Regulatory and Ethical Framework

The US secondary life insurance market operates within a well-established regulatory framework. All life settlement transactions are documented, licensed, and comply with applicable state insurance laws. The fund works exclusively with state-licensed life settlement providers and brokers.

The ethical dimension of life settlements is often raised by investors. Policyholders selling their policies do so voluntarily, with legal counsel, in a regulated market, and receive fair market value for an asset they own. The sale allows them to unlock the value of a policy they would otherwise lapse (receiving zero) or surrender at a fraction of fair value. Investors are providing a socially useful liquidity function.

Risk Considerations

Longevity risk: The fundamental risk is that insured individuals live significantly longer than actuarial projections, requiring extended premium payments and reducing returns. Medical advances that extend life expectancy — particularly in the 70–85 age cohort — represent a structural risk to long-term returns across the asset class.

Actuarial model risk: Life expectancy estimates are based on historical mortality data and medical underwriting assessments. Unforeseen changes in mortality patterns — disease, medical breakthroughs, lifestyle changes — can cause actual portfolio mortality to deviate materially from projections.

Illiquidity: There is a limited secondary market for portfolio life insurance policies, particularly in adverse conditions. The fund is closed-end with a projected eight-to-twelve-year life. Investors should not invest capital they may need to access.

Regulatory risk: Changes to state insurance law, tax treatment of life settlements, or federal regulation of the secondary market could affect the fund's operations and returns.

Premium payment risk: If the fund's premium reserve is insufficient, policies may lapse — the fund would lose its total invested cost in those policies without receiving any death benefit.

Suitability

Life settlements suit sophisticated institutional and high-net-worth investors who specifically value genuine uncorrelated returns — where the return driver has no relationship to equity or fixed income markets. It is a complex, specialist asset class requiring deep actuarial expertise and is not appropriate for investors seeking liquidity or those unfamiliar with insurance-related investments. Minimum investment $500,000.

How to Invest

Contact our investment team to receive the fund's private placement memorandum, actuarial methodology documentation, sample policy analysis, and current portfolio statistics. Extensive suitability and qualification process required. Minimum investment $500,000.
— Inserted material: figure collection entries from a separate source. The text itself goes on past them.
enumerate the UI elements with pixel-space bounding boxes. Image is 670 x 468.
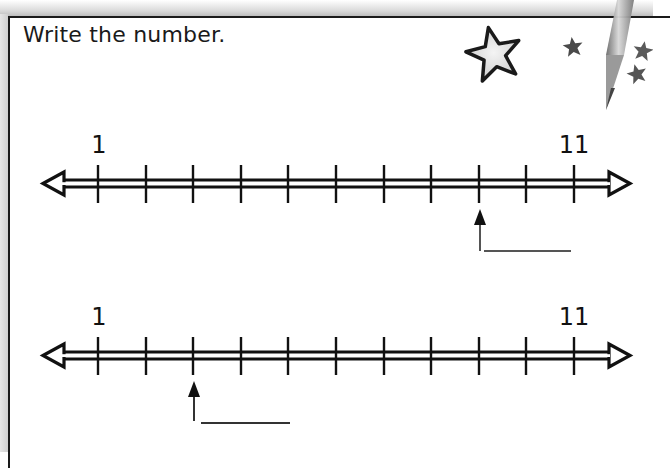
answer-blank-1[interactable] xyxy=(484,228,571,252)
number-line-1-end-label: 11 xyxy=(559,133,590,157)
number-line-1-start-label: 1 xyxy=(91,133,106,157)
small-star-icon xyxy=(625,62,649,86)
pencil-icon xyxy=(606,0,634,110)
large-outline-star-icon xyxy=(462,22,525,83)
number-line-2-end-label: 11 xyxy=(559,305,590,329)
pointer-arrow-2 xyxy=(188,381,200,421)
number-line-2 xyxy=(43,337,630,375)
small-star-icon xyxy=(632,39,653,61)
answer-blank-2[interactable] xyxy=(201,400,290,424)
small-star-icon xyxy=(562,36,584,58)
number-line-1 xyxy=(43,165,630,203)
number-line-2-start-label: 1 xyxy=(91,305,106,329)
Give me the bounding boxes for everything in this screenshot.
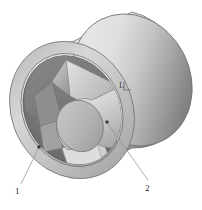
callout-1-anchor-dot	[37, 145, 40, 148]
callout-1-label: 1	[15, 186, 20, 196]
callout-2-label: 2	[145, 183, 150, 193]
technical-figure: L 1 2	[0, 0, 202, 210]
duct-assembly-illustration: L 1 2	[0, 0, 202, 210]
callout-2-anchor-dot	[105, 120, 108, 123]
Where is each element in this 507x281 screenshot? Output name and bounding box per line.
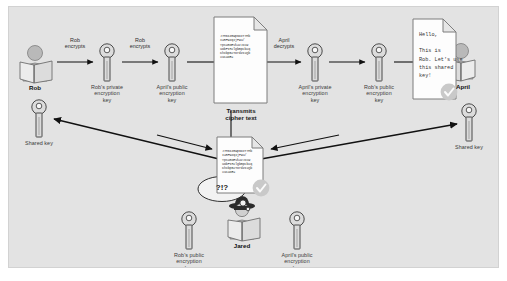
cipher-text-top: J7M6IZ8Wp6OIT7Mb IaRFwzqIjPWu/ YpsU8OEVk… (220, 34, 266, 60)
arrow-left-into-note (157, 135, 212, 149)
caption-rob-private-key: Rob's private encryption key (81, 84, 133, 103)
message-plaintext: Hello, This is Rob. Let's use this share… (419, 31, 459, 80)
key-icon-april-private (308, 44, 322, 81)
caption-shared-key-right: Shared key (447, 144, 491, 150)
cipher-text-middle: J7M6IZ8Wp6OIT7Mb IaRFwzqIjPWu/ YpsU8OEVk… (222, 149, 264, 175)
jared-thought-text: ?!? (202, 183, 242, 192)
key-icon-jared-april-public (290, 212, 304, 249)
caption-jared-rob-public-key: Rob's public encryption key (163, 252, 215, 268)
arrow-label-rob-encrypts-2: Rob encrypts (120, 37, 160, 50)
key-icon-shared-left (32, 100, 46, 137)
arrow-label-april-decrypts: April decrypts (264, 37, 304, 50)
key-icon-april-public (165, 44, 179, 81)
arrow-to-rob-shared-key (54, 119, 219, 159)
arrow-label-rob-encrypts-1: Rob encrypts (55, 37, 95, 50)
caption-april-public-key: April's public encryption key (146, 84, 198, 103)
key-icon-jared-rob-public (182, 212, 196, 249)
arrow-to-april-shared-key (261, 124, 457, 159)
label-rob: Rob (15, 84, 55, 91)
key-icon-shared-right (462, 104, 476, 141)
caption-shared-key-left: Shared key (17, 140, 61, 146)
key-icon-rob-private (100, 44, 114, 81)
cipher-note-top (214, 17, 267, 103)
key-icon-rob-public (372, 44, 386, 81)
rob-avatar-icon (20, 46, 52, 84)
caption-jared-april-public-key: April's public encryption key (271, 252, 323, 268)
transmits-cipher-text-label: Transmits cipher text (209, 107, 273, 122)
diagram-canvas: Rob encrypts Rob encrypts April decrypts… (8, 6, 499, 268)
caption-rob-public-key: Rob's public encryption key (353, 84, 405, 103)
label-jared: Jared (222, 242, 262, 249)
caption-april-private-key: April's private encryption key (289, 84, 341, 103)
label-april: April (443, 83, 483, 90)
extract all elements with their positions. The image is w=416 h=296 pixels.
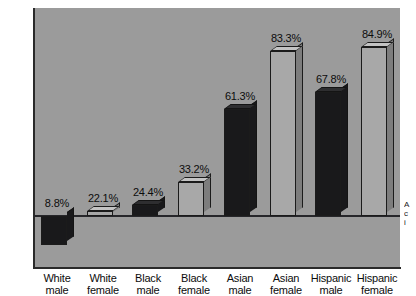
bar-side-face <box>341 83 348 212</box>
bar-face <box>178 182 204 216</box>
y-axis-line <box>33 8 35 269</box>
x-axis-label-line-2: female <box>348 284 406 296</box>
x-axis-line <box>33 267 401 269</box>
bar-hispanic-female <box>361 47 387 216</box>
bar-face <box>315 92 341 216</box>
bar-asian-female <box>270 51 296 216</box>
x-axis-label-hispanic-female: Hispanicfemale <box>348 272 406 296</box>
bar-face <box>361 47 387 216</box>
bar-asian-male <box>224 109 250 216</box>
bar-side-face <box>250 100 257 212</box>
clipped-margin-note-line-3: i <box>404 218 416 227</box>
bar-black-male <box>132 205 158 216</box>
bar-side-face <box>387 39 394 212</box>
bar-face <box>87 211 113 216</box>
bar-value-label: 24.4% <box>121 186 175 198</box>
bar-face <box>41 216 67 245</box>
bar-face <box>224 109 250 216</box>
bar-side-face <box>296 43 303 212</box>
bar-chart: 0%20%40%60%80%100% 8.8%22.1%24.4%33.2%61… <box>0 0 416 296</box>
bar-face <box>270 51 296 216</box>
bar-white-male <box>41 216 67 245</box>
bar-value-label: 84.9% <box>350 28 404 40</box>
bar-value-label: 61.3% <box>213 90 267 102</box>
bar-black-female <box>178 182 204 216</box>
bar-hispanic-male <box>315 92 341 216</box>
x-axis-label-line-1: Hispanic <box>348 272 406 284</box>
bar-value-label: 33.2% <box>167 163 221 175</box>
bar-white-female <box>87 211 113 216</box>
clipped-margin-note-line-1: A <box>404 200 416 209</box>
bar-side-face <box>67 207 74 241</box>
bar-value-label: 67.8% <box>304 73 358 85</box>
clipped-margin-note: A c i <box>404 200 416 227</box>
clipped-margin-note-line-2: c <box>404 209 416 218</box>
bar-value-label: 83.3% <box>259 32 313 44</box>
bar-face <box>132 205 158 216</box>
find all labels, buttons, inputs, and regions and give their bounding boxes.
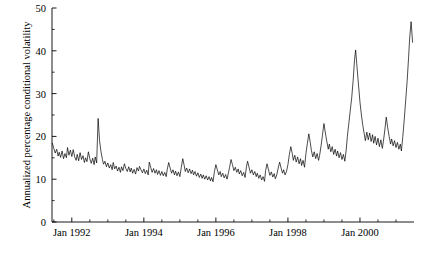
y-tick-label: 10 [20, 174, 46, 185]
y-tick-label: 50 [20, 3, 46, 14]
x-tick-label: Jan 2000 [341, 227, 379, 238]
x-tick-label: Jan 1996 [197, 227, 235, 238]
volatility-series-line [52, 22, 412, 182]
volatility-line-chart [0, 0, 421, 254]
figure-container: Annualized percentage conditional volati… [0, 0, 421, 254]
y-tick-label: 0 [20, 217, 46, 228]
x-tick-label: Jan 1992 [53, 227, 91, 238]
x-axis-ticks [54, 218, 396, 223]
axis-lines [52, 8, 414, 222]
x-tick-label: Jan 1994 [125, 227, 163, 238]
y-axis-ticks [52, 8, 57, 222]
y-tick-label: 30 [20, 88, 46, 99]
x-tick-label: Jan 1998 [269, 227, 307, 238]
y-tick-label: 40 [20, 45, 46, 56]
y-tick-label: 20 [20, 131, 46, 142]
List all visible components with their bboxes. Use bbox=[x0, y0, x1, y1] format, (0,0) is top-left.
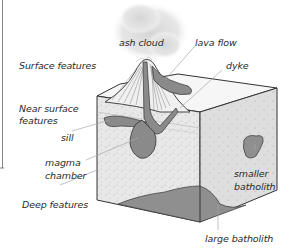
volcano-diagram: Surface features Near surface features D… bbox=[0, 0, 296, 251]
label-dyke: dyke bbox=[226, 60, 249, 72]
label-lava-flow: lava flow bbox=[195, 37, 237, 49]
label-large-batholith: large batholith bbox=[205, 233, 273, 245]
label-ash-cloud: ash cloud bbox=[119, 37, 164, 49]
zone-label-near-surface-line1: Near surface bbox=[19, 103, 79, 115]
zone-label-surface: Surface features bbox=[19, 60, 96, 72]
zone-bracket bbox=[0, 0, 4, 168]
ash-cloud-shape bbox=[110, 2, 190, 62]
label-smaller-batholith-line1: smaller bbox=[234, 168, 268, 180]
label-sill: sill bbox=[61, 132, 73, 144]
label-smaller-batholith-line2: batholith bbox=[234, 181, 276, 193]
zone-label-deep: Deep features bbox=[22, 199, 88, 211]
label-magma-line1: magma bbox=[45, 157, 81, 169]
label-magma-line2: chamber bbox=[45, 170, 86, 182]
zone-label-near-surface-line2: features bbox=[19, 115, 58, 127]
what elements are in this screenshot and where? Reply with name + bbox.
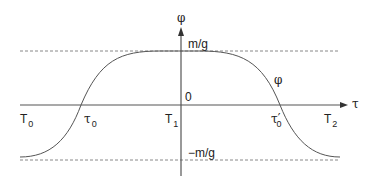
phi-axis-arrow-icon [178, 27, 184, 36]
tau-axis-label: τ [352, 98, 359, 110]
origin-label: 0 [185, 91, 192, 103]
kink-profile-diagram: φ τ 0 m/g −m/g φ T0 τ0 T1 τ′0 T2 [0, 0, 368, 184]
curve-label: φ [274, 74, 282, 86]
lower-level-label: −m/g [188, 147, 215, 159]
tau-axis-arrow-icon [340, 102, 348, 108]
T0-label: T0 [20, 113, 33, 125]
diagram-graphics [0, 0, 368, 184]
tau0-prime-label: τ′0 [271, 113, 281, 125]
phi-axis-label: φ [177, 12, 185, 24]
T2-label: T2 [324, 113, 337, 125]
T1-label: T1 [165, 113, 178, 125]
phi-curve [20, 51, 340, 157]
upper-level-label: m/g [188, 38, 208, 50]
tau0-label: τ0 [84, 113, 97, 125]
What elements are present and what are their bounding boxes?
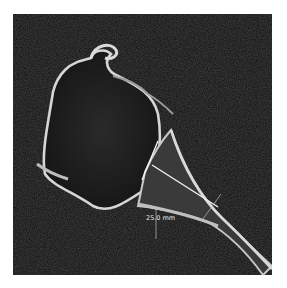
ct-scan-image	[13, 14, 272, 275]
measurement-label: 25.0 mm	[146, 214, 175, 222]
scan-graphic	[13, 14, 272, 275]
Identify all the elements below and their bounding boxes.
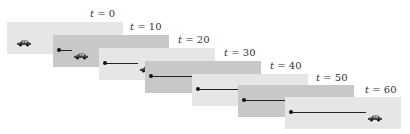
time-label: t = 20 <box>178 34 210 45</box>
time-label: t = 10 <box>130 21 162 32</box>
displacement-line <box>106 63 138 64</box>
displacement-line <box>60 50 72 51</box>
time-label: t = 0 <box>90 8 115 19</box>
time-label: t = 60 <box>365 84 397 95</box>
time-label: t = 50 <box>316 72 348 83</box>
frame-panel-t60 <box>285 97 401 129</box>
displacement-line <box>292 112 366 113</box>
car-icon <box>73 45 89 53</box>
car-icon <box>367 107 383 115</box>
time-label: t = 40 <box>270 60 302 71</box>
car-icon <box>16 32 32 40</box>
time-label: t = 30 <box>224 47 256 58</box>
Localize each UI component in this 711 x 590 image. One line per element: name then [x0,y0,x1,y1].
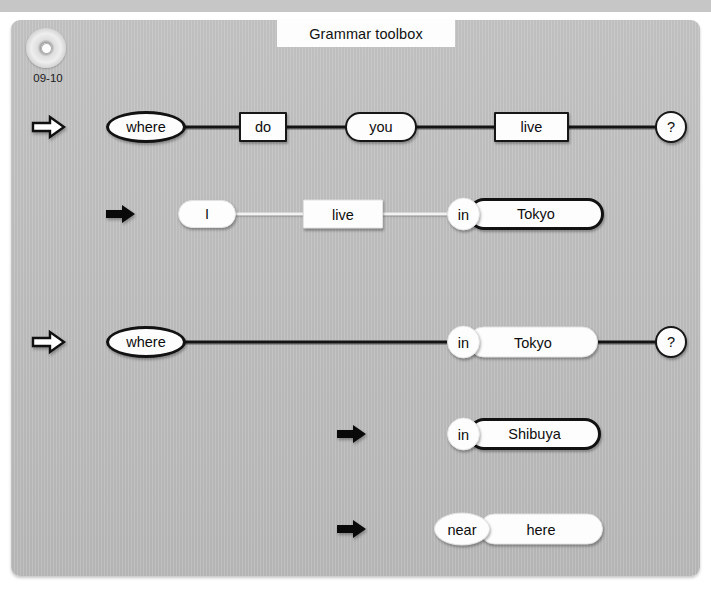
sentence-row-question-2: where in Tokyo ? [11,320,700,364]
connector-line [223,213,311,216]
node-do[interactable]: do [239,112,287,142]
sentence-row-answer-1: I live in Tokyo [11,192,700,236]
node-where[interactable]: where [106,111,186,143]
node-question-mark[interactable]: ? [655,326,687,358]
disc-track-label: 09-10 [20,72,76,84]
outline-arrow-icon [31,114,67,140]
sentence-row-answer-2: in Shibuya [11,412,700,456]
connector-line [176,341,451,344]
audio-track-marker: 09-10 [20,28,76,90]
node-question-mark[interactable]: ? [655,111,687,143]
clipped-caption-text: ここに書いてみましょう！ [547,0,703,2]
node-tokyo[interactable]: Tokyo [468,198,604,230]
node-shibuya[interactable]: Shibuya [468,418,601,450]
connector-line [412,126,495,129]
node-near[interactable]: near [434,513,490,546]
solid-arrow-icon [336,423,368,445]
cd-disc-icon [26,28,66,68]
node-in[interactable]: in [447,326,480,359]
node-in[interactable]: in [447,418,480,451]
screenshot-root: ここに書いてみましょう！ Grammar toolbox 09-10 where… [0,0,711,590]
node-tokyo[interactable]: Tokyo [468,327,598,358]
connector-line [564,126,657,129]
sentence-row-question-1: where do you live ? [11,105,700,149]
solid-arrow-icon [336,518,368,540]
node-in[interactable]: in [447,198,480,231]
sentence-row-answer-3: near here [11,507,700,551]
connector-line [176,126,248,129]
node-here[interactable]: here [479,514,603,545]
node-i[interactable]: I [178,200,236,228]
node-where[interactable]: where [106,326,186,358]
connector-line [279,126,347,129]
outline-arrow-icon [31,329,67,355]
grammar-toolbox-panel: Grammar toolbox 09-10 where do you live … [11,20,700,576]
node-live[interactable]: live [303,200,383,229]
node-you[interactable]: you [345,112,417,142]
connector-line [591,341,657,344]
solid-arrow-icon [105,203,137,225]
clipped-caption-strip: ここに書いてみましょう！ [0,0,711,12]
page-title: Grammar toolbox [277,20,455,47]
node-live[interactable]: live [494,112,569,142]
Important: Capital is at risk. Past performance is not a guarantee of future returns. Life settlement returns are sensitive to actuarial assumptions which may prove incorrect. This is for information purposes only and does not constitute a personal recommendation. Seek independent financial and legal advice before investing. This fund illustrates the type of life settlement opportunity Global Investments advises on — it is not a live investment offer.

Risk Disclaimer: This information is provided for general purposes only and does not constitute a personal recommendation or investment advice. The investment described carries significant risk, including the risk of losing all capital invested. Past performance is not a reliable indicator of future results. Investments may be illiquid. The value of investments and income from them can fall as well as rise. Before investing, you should consider whether this investment is appropriate for your individual circumstances and seek independent professional financial advice. Global Investments is not responsible for any investment decision made in reliance on this information.

Request the full information pack

Contact our investment team to receive the complete information memorandum, term sheet, and available due diligence materials. All enquiries are handled in confidence.